ALBA: US accredited Study Abroad in Barcelona
Description
The following areas of study - excepting language - are all upper-division level and are taught in English as 3 credits each for semester school programs and as 5 credit courses for quarter school programs. However, language courses may be offered as 4 and 6 credit courses, respectively. Upper-division Spanish credits may be available to some students. Students normally take three classes: language (not required, but strongly encouraged) and two electives.

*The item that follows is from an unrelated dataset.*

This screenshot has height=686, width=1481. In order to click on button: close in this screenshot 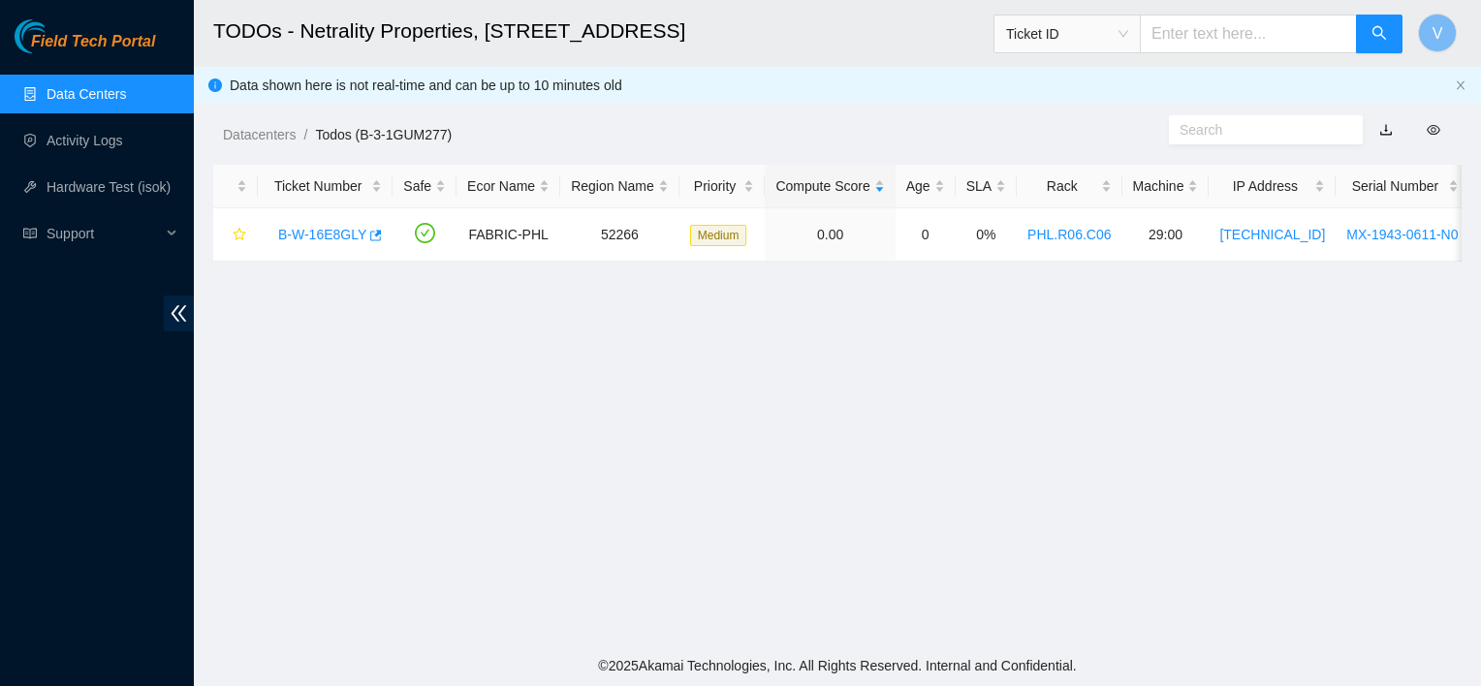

Students may take up to a total of four classes with prior approval.
During summer term students typically take two intensive courses from the last week in June through the first three weeks in July.

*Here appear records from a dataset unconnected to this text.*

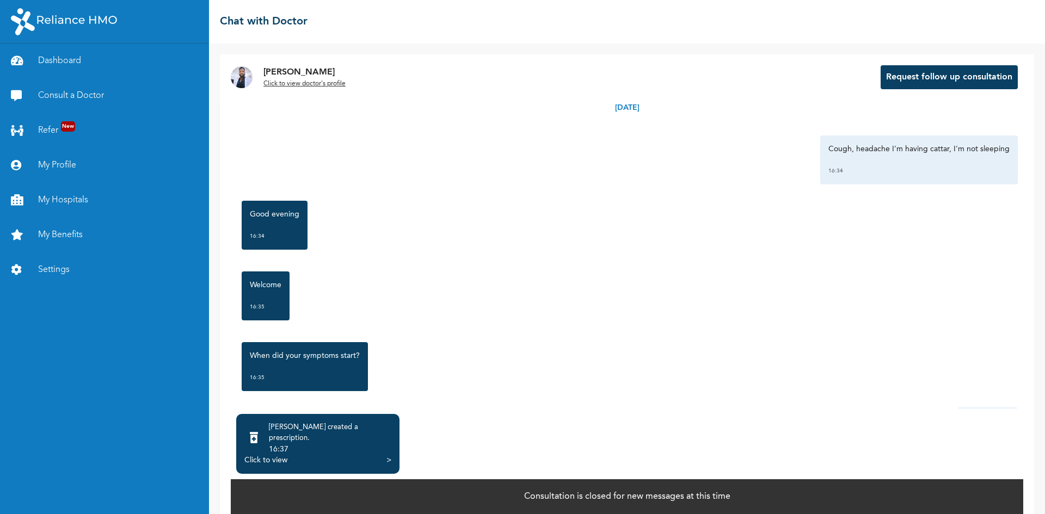 The image size is (1045, 514). I want to click on p: When did your symptoms start?, so click(305, 356).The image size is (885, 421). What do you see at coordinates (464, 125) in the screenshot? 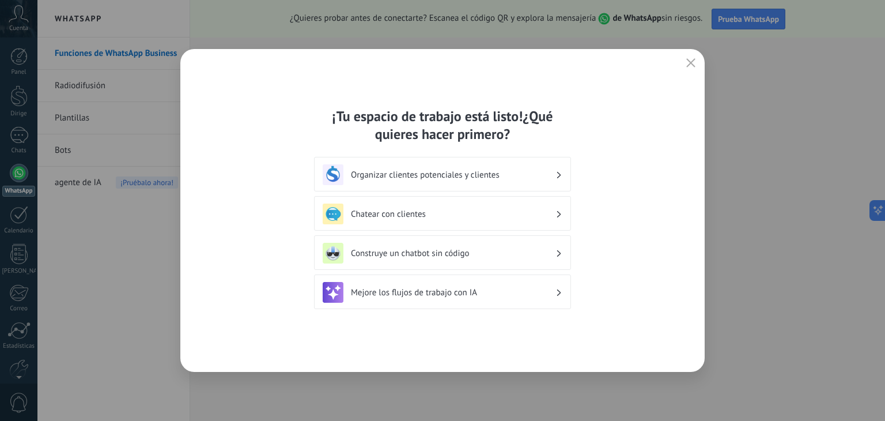
I see `font: ¿Qué quieres hacer primero?` at bounding box center [464, 125].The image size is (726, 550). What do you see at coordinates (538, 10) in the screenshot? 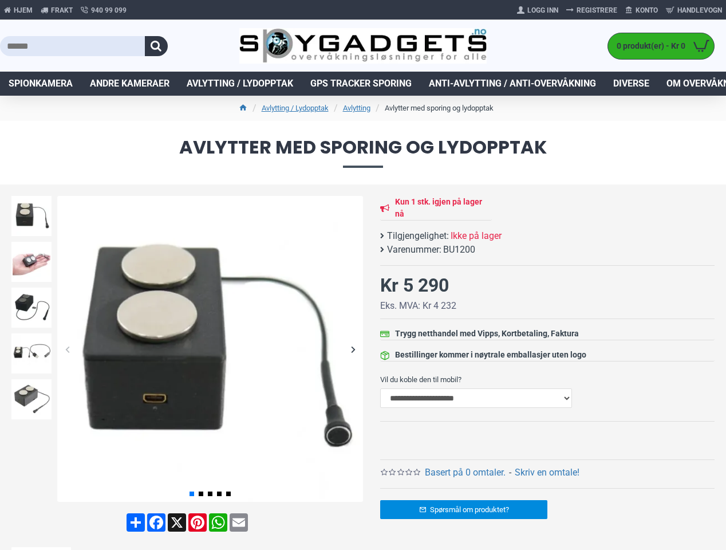
I see `a: Logg Inn` at bounding box center [538, 10]. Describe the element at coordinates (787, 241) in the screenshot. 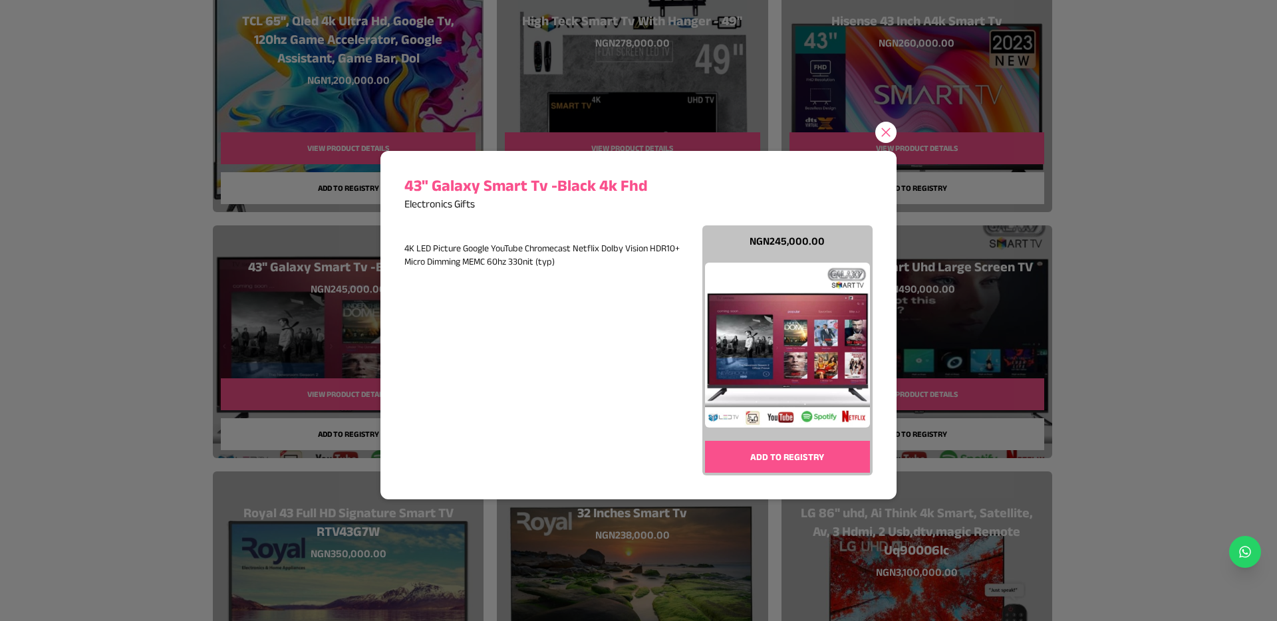

I see `h3: NGN 245,000.00` at that location.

ALBA main areas of study include, but are not limited to:
* Economics
* Political Science
* History
* Geography, Urban Planning and Sociology
* Arts and Architecture (including Film and Literature, Media Studies & others)
* Spanish Language
* Teacher Training (summer intensives June-July)
Depending on demand any of these courses may be offered in any particular term, including courses and areas of study not regularly offered and we encourage students to enquire.
All ALBA courses are transcripted through Portland State University in Portland, Oregon, and all course syllabuses are available upon request.
Highlights
Barcelona is an excellent choice as a study-abroad destination. It is not only one of Europe's larger cities (fairly compact in area but with a population of over five million) right on the Mediterranean Sea in the Northeast corner of Spain, only 100 miles south of the border with France. Like many other European cities, it has a very long and interesting history which literally surrounds you in your day to day experience there. For example, Barcelona's Gothic Quarter near the beautifully redeveloped harbor, was home to Greeks, Phoenicians and Romans and is the largest surviving medieval quarter in Europe. Surrounding the old city is l'Eixample, a grid of streets and avenues reflecting the design of Hausmann, the famous planner of the boulevards of Paris, fronted by 19th-century buildings with imposing facades (and interiors). In fact, at the end of that century and into the early decades of the twentieth, there was an outpouring of art and architecture still found in the museums of Picasso and Miro and the fantastic buildings of Antoni Gaudi, among many others. Even more recently, following the 1992 Summer Olympics the city has seen a resurgence of this earlier dynamism, with sidewalks full of people and lined with cafes and shops, and an abundance of entertainments and cultural events.
* Barcelona: environs
Alternatively, if your tastes run toward rural towns and countryside, and/or high mountains and steep coastlines, all of these are within an hour or two from Barcelona, including the ancient Roman cities of Tarragona and Girona, Montserrat, the Pyrenees mountains, the Dali Museum in Figueres and the nearby coastal towns and beaches of the Costa Brava.